Iraqi Kurds Call for Referendum
Ethnic Minority Seeking Vote On Independence

By Ellen Knickmeyer
Washington Post Foreign Service
Saturday, July 23, 2005; A14

BAGHDAD, July 22 -- Kurdish leaders have requested that the new Iraqi constitution guarantee the Kurdish minority the right to vote on independence in eight years, a Kurdish member of the constitutional committee said Friday.

The call for a referendum on secession from Iraq is the Kurds' most overt push toward independence since the fall of president Saddam Hussein.

Saadi Barzanchani, a Kurdish member of the national committee drafting the constitution, said Kurds would probably vote to remain part of Iraq if the country became the democracy that Iraqi and U.S. leaders have promised.

"Eight years will be sufficient time to see," he said in an interview.

Barzanchani said Kurdistan's regional parliament made the decision to push for a guaranteed right to vote in the new constitution, which the committee is trying to piece together by Aug. 15.

Many Sunni Arabs, a minority group that had ruled the country for eight decades, oppose Kurdish independence and a drive for autonomy by some Shiite Arabs in the southern part of the country. Shiites make up the majority of Iraq's population.

"Iraq is a united country. I call on patriots to stand against this brutal campaign and insist that Iraq should be one country, one land and one rule," Mahmoud Sumaidaie, a Sunni cleric, said in a sermon during Friday prayers at a mosque in Baghdad. "We don't want the separation. Iraq will be the homeland of the Sunnis, Shiites, Kurds and other minorities."

Countries that border Iraq have long opposed statehood for the estimated 3.5 million Iraqi Kurds, who represent a fraction of the approximately 20 million Kurds living in a region that stretches from Turkey through the former Soviet Union to Iran. Iraq's neighbors fear that allowing independence for Iraqi Kurds would fuel separatist drives in their own countries.

U.S. officials have consistently opposed the secession hopes of their Iraqi Kurdish allies, saying a landlocked Kurdistan, surrounded by hostile neighbors, would not be viable.

Barzanchani said secession was "the legitimate right of each part of Iraq." He argued that granting all regions the right to break away if the central government neglected them was "one of the strongest guarantees of unity" for Iraq.

Kurds make up 15 to 20 percent of Iraq's population. In the 1980s, Hussein unleashed a campaign of violence against the Kurds that killed more than 100,000 in northern Iraq, according to international human rights groups.

Hussein also crushed a Kurdish revolt following the Persian Gulf War. U.S. forces later enforced a no-fly zone that gave Kurds enough protection to declare autonomy.

Iraqi President Jalal Talabani, a Kurd, has said he wants the Kurdish region to remain part of Iraq. But separatist sentiment pervades his homeland.

More than 90 percent of voters questioned in Kurdistan during January's national elections said they wanted independence, according to a frequently cited survey conducted at polling places.

The debate over how much autonomy to give Kurds in the north, Shiites in the south, and Sunnis in the center and west of the country has become one of the most difficult issues to be settled before Iraq can draft a constitution.

Kurdish leaders have been audacious in pushing their claims. This week, they unveiled a map -- which they wanted appended to the new constitution -- that lays claim to hundreds of miles of territory extending south of Baghdad.

The territory includes the disputed, oil-rich city of Kirkuk.

Another Kurdish official, Mullah Bakhtiyar, later told the Associated Press that the extended boundary was a "red line" for Kurds and that they were committed to it.

A Western diplomat on Friday urged members of the constitutional committee to maintain "flexibility and realism."

The diplomat, speaking to reporters in Baghdad under the agreement that he not be named, also appealed to the constitution's framers to stick to the Aug. 15 deadline for having a draft constitution approved by the National Assembly. The charter would then go before Iraqi voters.

"You kick this down the road six months, it's going to look like the whole process is blocked," the diplomat said.

The diplomat also said a draft he saw Friday had removed a stipulation that family matters such as divorce and inheritance be governed by the laws of an individual's religious sect. Some Iraqis had feared that religious law under the rule could be used to limit the rights of women. The official stressed, however, that the wording of the constitution was changing daily.

Work on the constitution continues despite the walkout of more than a dozen Sunni Arabs after the assassination Tuesday of a fellow Sunni member of the committee.

In attacks Friday, a roadside bomb killed a U.S. Marine west of Baghdad, and news agencies reported that gunmen wounded an Iraqi army captain and killed his 23-year-old wife. The couple had been married one day.

Special correspondents Bassam Sebti and Omar Fekeiki contributed to this report.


What is needed: Go through the data and count each line that has the string "right". Give that count alone.

Records to use:
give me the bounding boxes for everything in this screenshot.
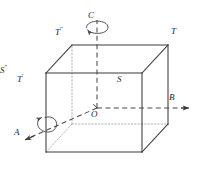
hidden-edges-group: [46, 45, 168, 152]
axis-c-label: C: [88, 11, 94, 20]
visible-edges-group: [46, 45, 168, 152]
edge-bottom-right-diagonal: [142, 124, 168, 152]
figure-container: C B A O T T″ S″ T′ S: [0, 0, 197, 174]
axis-b-label: B: [169, 93, 175, 102]
origin-label: O: [91, 110, 98, 119]
unit-cell-diagram: [0, 0, 197, 174]
point-t-star-mark: ″: [60, 25, 63, 32]
edge-top-left-diagonal: [46, 45, 72, 73]
point-s-label: S: [117, 75, 122, 84]
edge-top-right-diagonal: [142, 45, 168, 73]
point-t-prime-label: T′: [17, 75, 23, 84]
symmetry-axes-group: [31, 20, 184, 137]
point-s-star-label: S″: [0, 66, 7, 75]
point-s-star-mark: ″: [5, 63, 8, 70]
axis-a-arrow: [25, 136, 34, 140]
point-t-label: T: [171, 27, 176, 36]
point-t-prime-mark: ′: [22, 72, 23, 79]
axis-a-label: A: [14, 128, 20, 137]
point-t-star-label: T″: [55, 28, 63, 37]
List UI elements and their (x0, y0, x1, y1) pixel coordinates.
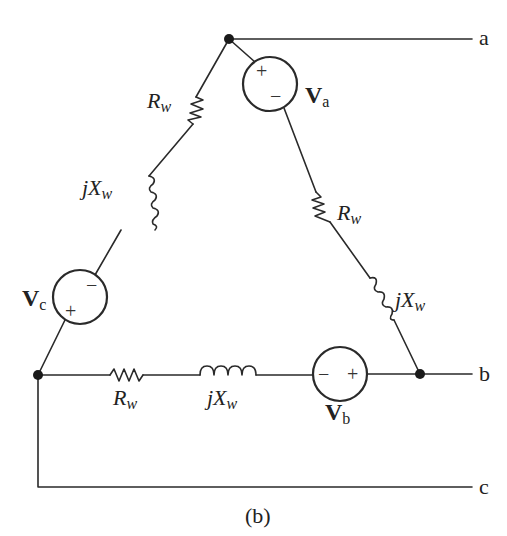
left-resistor-label: Rw (146, 88, 171, 115)
wire-right-3 (330, 222, 370, 278)
vc-minus-sign: − (86, 274, 97, 296)
resistor-right (312, 192, 330, 222)
delta-source-circuit: − + + − − + a b c Va Vc Vb Rw jXw Rw jXw… (0, 0, 507, 536)
bottom-resistor-label: Rw (112, 385, 137, 412)
terminal-label-b: b (479, 361, 490, 386)
figure-caption: (b) (245, 503, 271, 528)
wire-right-4 (394, 320, 420, 374)
terminal-label-c: c (479, 474, 489, 499)
wire-right-1 (229, 39, 255, 62)
vb-label: Vb (325, 399, 350, 427)
node-b (415, 369, 425, 379)
voltage-source-vc (53, 270, 107, 324)
resistor-bottom (110, 369, 143, 381)
wire-left-1 (196, 39, 229, 97)
va-plus-sign: + (256, 60, 267, 82)
va-minus-sign: − (270, 85, 281, 107)
left-inductor-label: jXw (79, 175, 113, 202)
inductor-left (149, 176, 158, 230)
bottom-inductor-label: jXw (204, 385, 238, 412)
right-inductor-label: jXw (392, 287, 426, 314)
right-resistor-label: Rw (336, 200, 361, 227)
wire-right-2 (284, 108, 316, 192)
inductor-right (370, 278, 394, 320)
node-c (33, 370, 43, 380)
vc-plus-sign: + (65, 300, 76, 322)
va-label: Va (305, 82, 329, 110)
wire-left-3 (95, 230, 121, 275)
wire-left-2 (149, 124, 193, 176)
resistor-left (188, 97, 203, 124)
wire-terminal-c (38, 375, 472, 487)
vb-minus-sign: − (318, 363, 329, 385)
wire-left-4 (38, 320, 65, 375)
vc-label: Vc (22, 285, 46, 313)
vb-plus-sign: + (347, 363, 358, 385)
node-a (224, 34, 234, 44)
terminal-label-a: a (479, 25, 489, 50)
inductor-bottom (200, 366, 256, 375)
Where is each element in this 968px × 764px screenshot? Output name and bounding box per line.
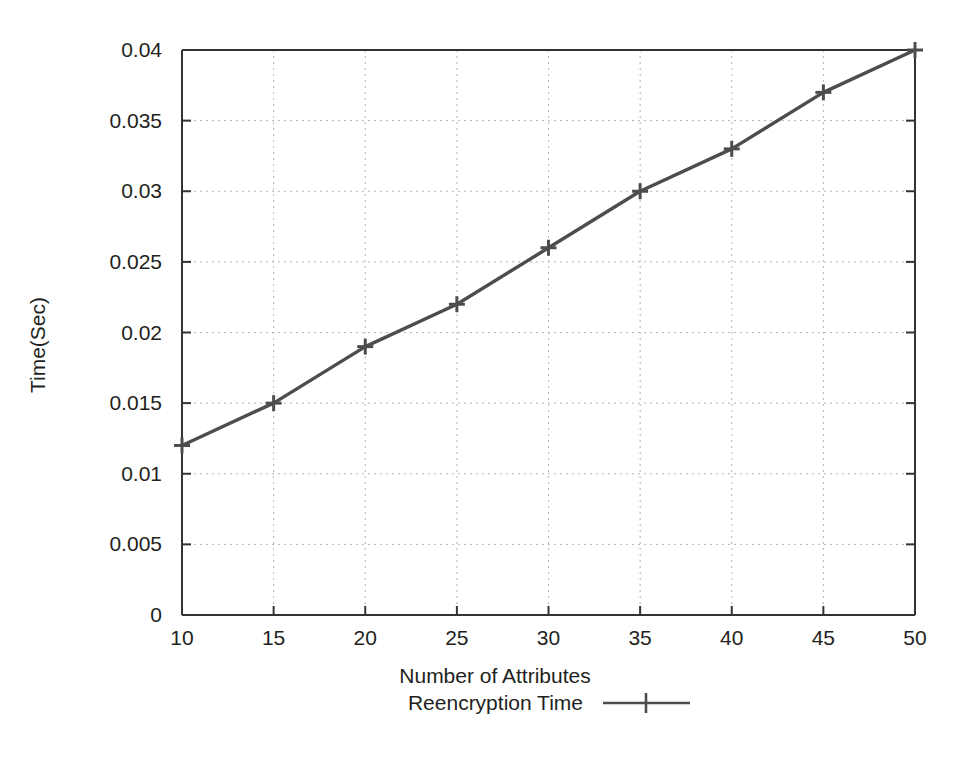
line-chart: 00.0050.010.0150.020.0250.030.0350.04 10… [0, 0, 968, 764]
x-tick-label: 25 [445, 626, 468, 649]
x-axis-title: Number of Attributes [399, 664, 590, 687]
y-tick-label: 0.015 [109, 391, 162, 414]
legend-label-reencryption-time: Reencryption Time [408, 691, 583, 714]
x-tick-label: 15 [262, 626, 285, 649]
y-tick-label: 0.035 [109, 109, 162, 132]
y-tick-label: 0 [150, 603, 162, 626]
x-tick-label: 30 [537, 626, 560, 649]
x-tick-label: 35 [628, 626, 651, 649]
x-tick-label: 10 [170, 626, 193, 649]
y-tick-label: 0.04 [121, 38, 162, 61]
y-tick-label: 0.03 [121, 179, 162, 202]
x-tick-label: 40 [720, 626, 743, 649]
chart-page: 00.0050.010.0150.020.0250.030.0350.04 10… [0, 0, 968, 764]
x-tick-label: 45 [812, 626, 835, 649]
x-tick-label: 50 [903, 626, 926, 649]
y-tick-label: 0.025 [109, 250, 162, 273]
y-tick-label: 0.005 [109, 532, 162, 555]
y-axis-title: Time(Sec) [26, 297, 49, 393]
y-tick-label: 0.01 [121, 462, 162, 485]
x-tick-label: 20 [354, 626, 377, 649]
y-tick-label: 0.02 [121, 321, 162, 344]
x-tick-labels: 101520253035404550 [170, 626, 926, 649]
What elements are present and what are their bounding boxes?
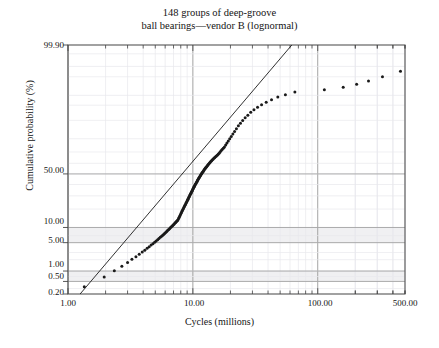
shaded-band (68, 227, 405, 242)
data-point (233, 130, 236, 133)
data-point (113, 269, 116, 272)
data-point (130, 258, 133, 261)
data-point (237, 124, 240, 127)
data-point (355, 83, 358, 86)
data-point (235, 127, 238, 130)
data-point (138, 253, 141, 256)
data-point (249, 111, 252, 114)
data-point (293, 91, 296, 94)
data-point (276, 96, 279, 99)
data-point (120, 265, 123, 268)
data-point (265, 101, 268, 104)
data-point (284, 93, 287, 96)
data-point (244, 116, 247, 119)
data-point (83, 285, 86, 288)
data-point (260, 103, 263, 106)
data-point (270, 98, 273, 101)
plot-canvas (0, 0, 439, 348)
data-point (239, 122, 242, 125)
data-point (256, 106, 259, 109)
data-point (126, 261, 129, 264)
data-point (399, 70, 402, 73)
data-point (231, 133, 234, 136)
data-point (323, 88, 326, 91)
data-point (342, 86, 345, 89)
data-point (367, 79, 370, 82)
data-point (134, 255, 137, 258)
data-point (246, 114, 249, 117)
reference-line (80, 45, 292, 294)
data-point (103, 275, 106, 278)
data-point (241, 119, 244, 122)
probability-plot-figure: 148 groups of deep-groove ball bearings—… (0, 0, 439, 348)
data-point (141, 251, 144, 254)
data-point (381, 75, 384, 78)
plot-frame (68, 45, 405, 294)
data-point (252, 108, 255, 111)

Response to the task: 10